Ulaan Passerine
Steven R. Smith shines yet again under the Ulaan Passerine moniker. Having recorded under several aliases over the years (Hala Strana, Ulaan Khol, Ulaan Markhor) Ulaan Passerine is typically his most devastating and doom-laden handle. This time he cracks the sky and brings more rain over two tracks of somber guitar and anxious strings. The first side, “Evening,” embodies the slow slip of the sun below the horizon, though in Smith’s world it seems that the orange and red hues of late summer are always to be replaced with an overcast pall of barren early winter. Its hard not to hear the wind through the trees and pick up a pang of dread when the mid-section starts clanging. There’s always been something cinematic to Ulaan Passerine and a sense of pursuit is driven through the fibers of this track. Whether that pursuit is human or just nature catching up and gnawing at the bones of the listener, it remains to be seen.

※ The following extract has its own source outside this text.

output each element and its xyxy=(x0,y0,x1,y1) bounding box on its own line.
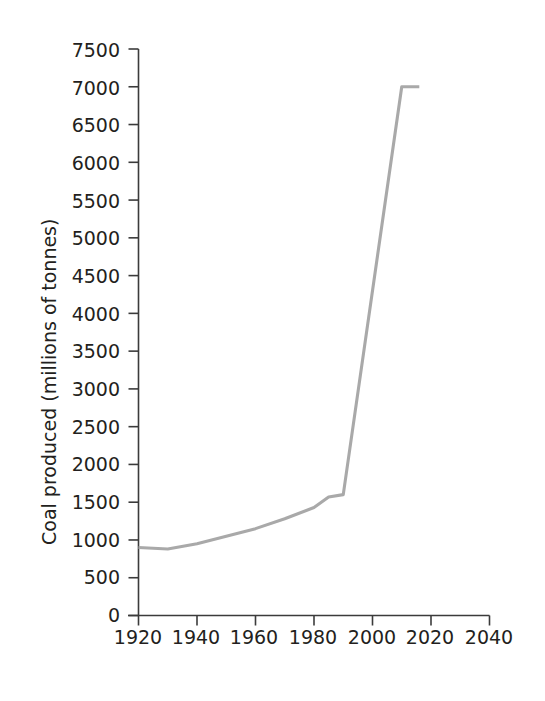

The track, in contrast to some other works under this name, resolves into some sort of calm – a peaceful moment that shows a side of Smith that’s all too often hidden. His works are so typically fraught that its nice to hear his playing used to calm and heal rather than to spike the flight or fight response. But, present as ever, the darkness returns as we ease into side two’s “Dawning.” The feeling here is less fear and more resolve, a trek bourn out of duty with a heavy yoke of obligation tugging on the soul as it opens. As the piece moves into its second movement (each side seems to be split into three movements) that feeling doesn’t ebb, it just seems that the subject of Smith’s composition has moved closer to certain death.
The track, like the first, also resolves into a sense of calm. Whether its victory or a well earned death that ends this piece, only Smith knows. How no one has picked him up as a composer of scores is beyond me, but this should act as a good resume for anyone looking to soundtrack a gritty Norwegian thriller. As much as I enjoy the tension, though, New Evening was welcome in its third movement focus on light and air. It’d be great to have a whole record that drops the dread and just basks in this amber hue. This is not that record though, tread lightly and listen deeply.